## Task description
Go through the data and copy every line in which "screenshot" appears.

## The input
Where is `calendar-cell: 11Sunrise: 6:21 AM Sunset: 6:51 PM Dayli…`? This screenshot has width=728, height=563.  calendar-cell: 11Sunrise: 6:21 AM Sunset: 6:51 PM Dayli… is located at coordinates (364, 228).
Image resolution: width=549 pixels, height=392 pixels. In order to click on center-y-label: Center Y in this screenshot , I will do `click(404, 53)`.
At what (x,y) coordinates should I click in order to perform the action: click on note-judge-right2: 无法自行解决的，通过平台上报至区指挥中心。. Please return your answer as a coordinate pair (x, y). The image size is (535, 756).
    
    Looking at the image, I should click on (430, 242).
---
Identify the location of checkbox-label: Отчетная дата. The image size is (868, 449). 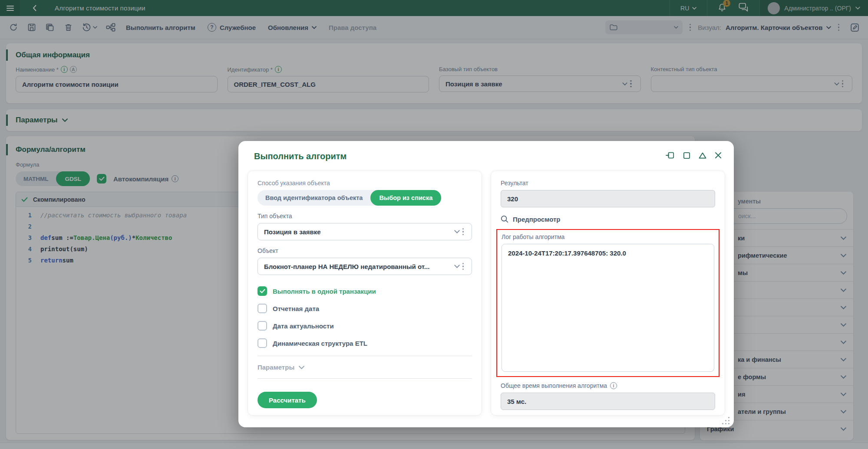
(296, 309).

## Exercise result
Where is `calendar-cell: 11Sunrise: 6:21 AM Sunset: 6:51 PM Dayli…`? This screenshot has width=728, height=563.  calendar-cell: 11Sunrise: 6:21 AM Sunset: 6:51 PM Dayli… is located at coordinates (364, 228).
Image resolution: width=549 pixels, height=392 pixels. In order to click on center-y-label: Center Y in this screenshot , I will do `click(404, 53)`.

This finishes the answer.